Spot diagnosis
winged scapula child causes serratus anterior palsy
| Cause | Notes |
|---|---|
| Long thoracic nerve palsy | Most common - serratus anterior paralysis |
| Spinal accessory nerve palsy | Trapezius weakness - less medial, more lateral winging |
| Facioscapulohumeral muscular dystrophy (FSHD) | Bilateral, progressive - consider in children |
| Neuralgic amyotrophy (Parsonage-Turner syndrome) | Preceded by severe shoulder pain |
| Trauma / rucksack paralysis | Pressure on shoulder |
| Iatrogenic | Post-mastectomy, thoracotomy, rib resection |
Localization in Clinical Neurology, 8e - "Long thoracic nerve palsy causes winged scapula most frequently due to trauma, heavy shoulder loads, or neuralgic amyotrophy. The winging is most pronounced in the lower two-thirds of the scapula."

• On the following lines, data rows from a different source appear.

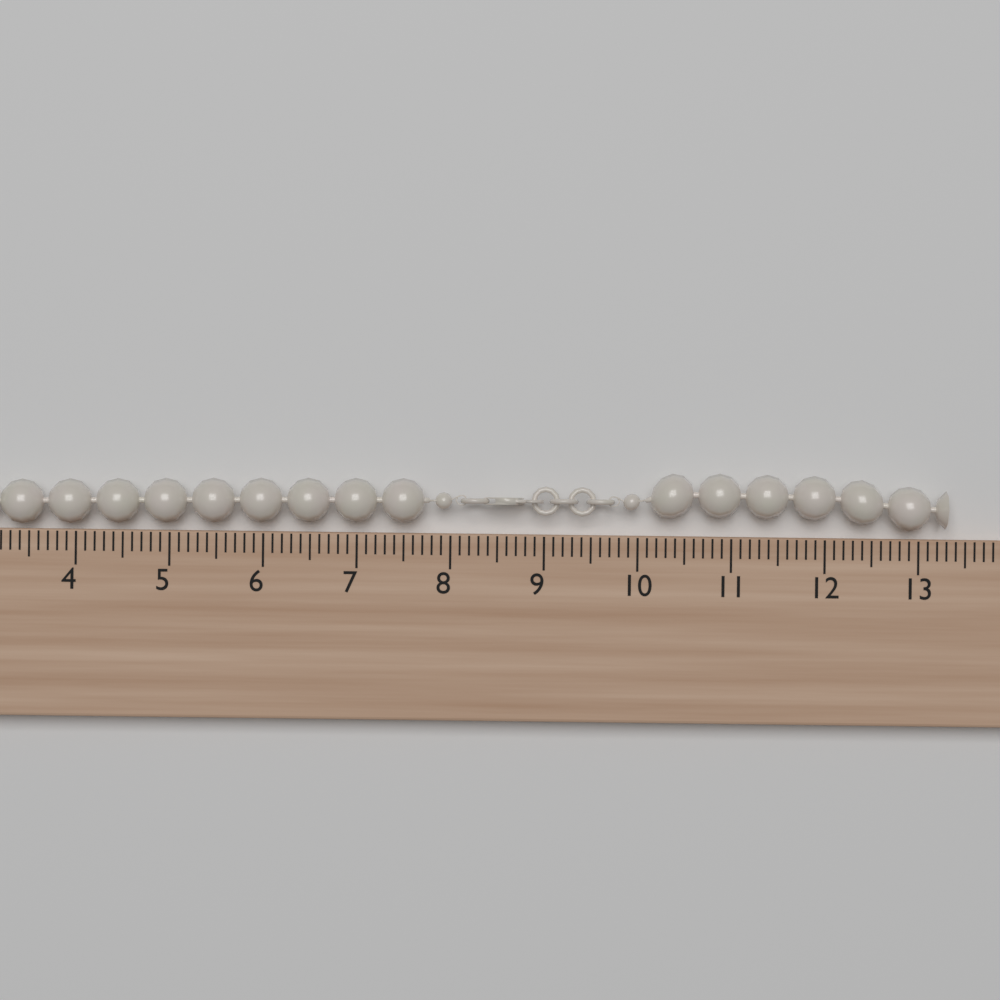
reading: 13.3 cm
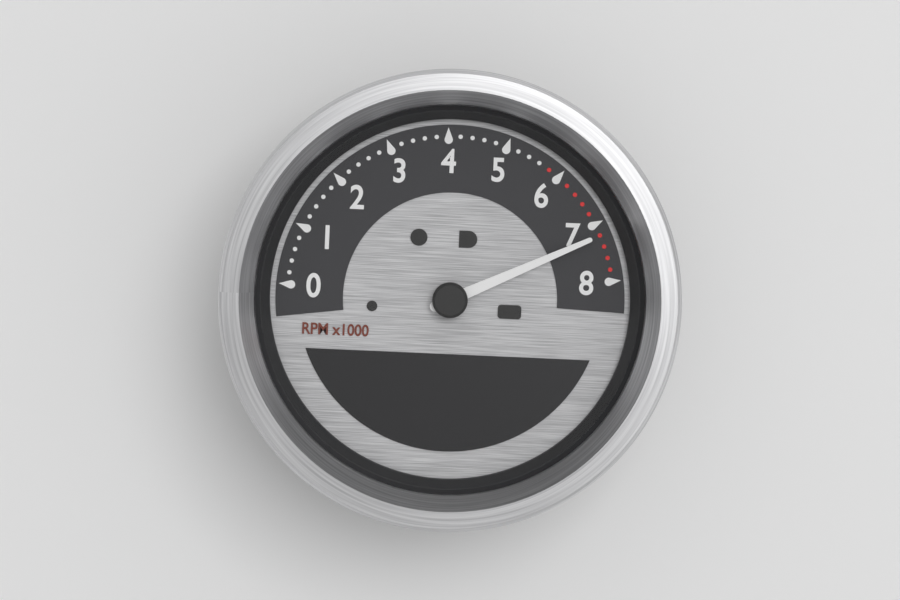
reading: 7200 RPM
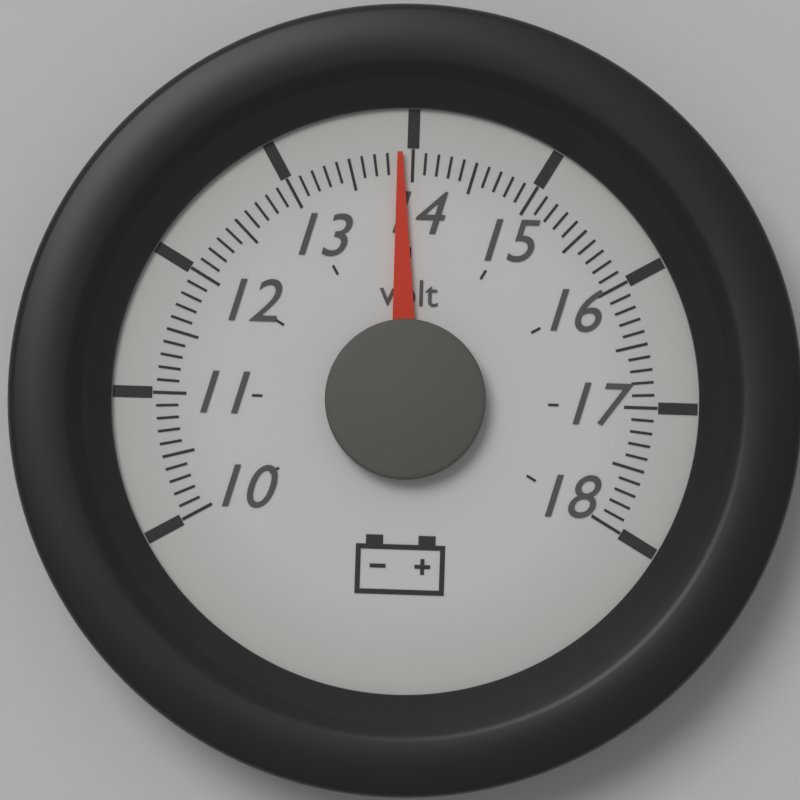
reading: 13.9 volt
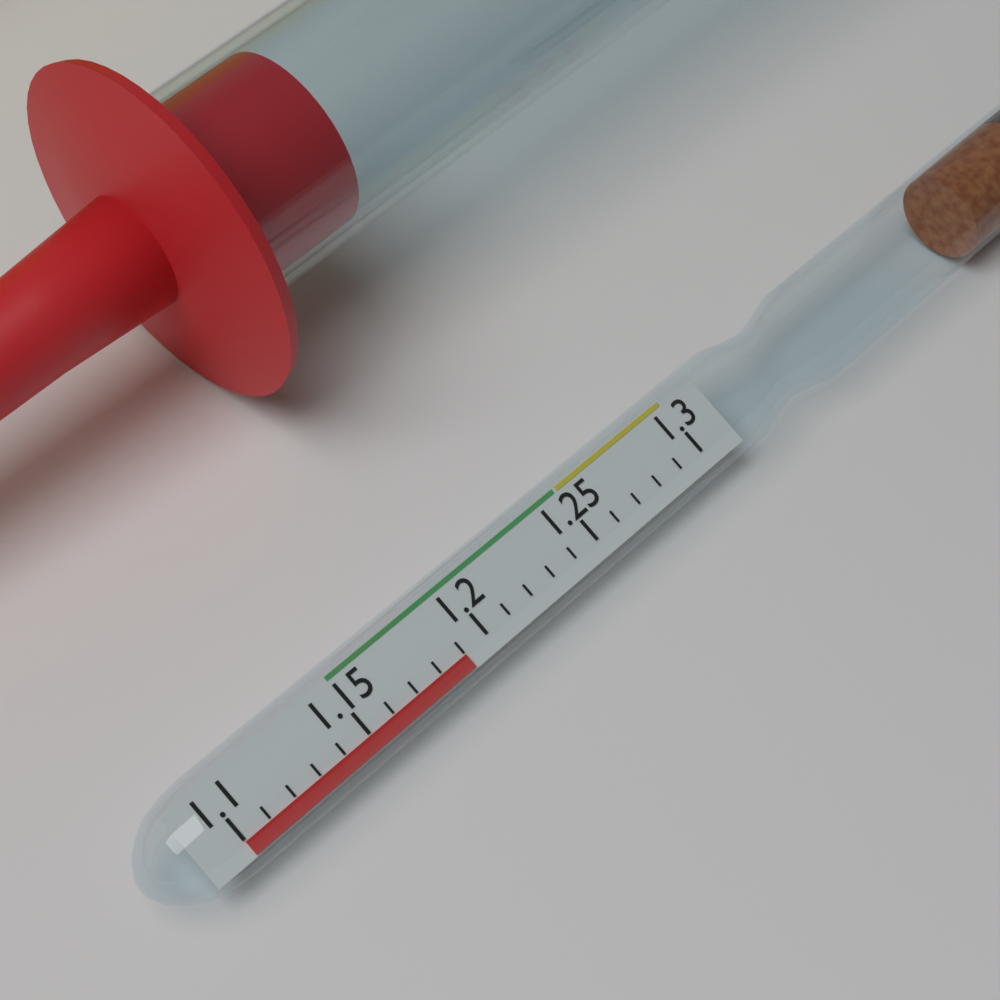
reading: 1.19 (no unit)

It's not scapula, posterior ribs are malformed, hump is of unilateral ribs
unilateral posterior rib hump child diagnosis causes
| Diagnosis | Features |
|---|---|
| Idiopathic scoliosis (most likely) | Most common in girls 10-16 yrs; painless; no neurological deficit |
| Congenital scoliosis | Vertebral malformation (hemivertebra, bar) - unilateral rib malformation can be primary |
| Neuromuscular scoliosis | CP, muscular dystrophy, spina bifida |
| Syndromic | Neurofibromatosis (look for café-au-lait spots), Marfan, Ehlers-Danlos |
Bailey & Love's Surgery, 28e: "A rib hump will increase in size on the thoracic convex side as the patient bends forward - this is diagnostic of idiopathic thoracic scoliosis (rotatory deformity)."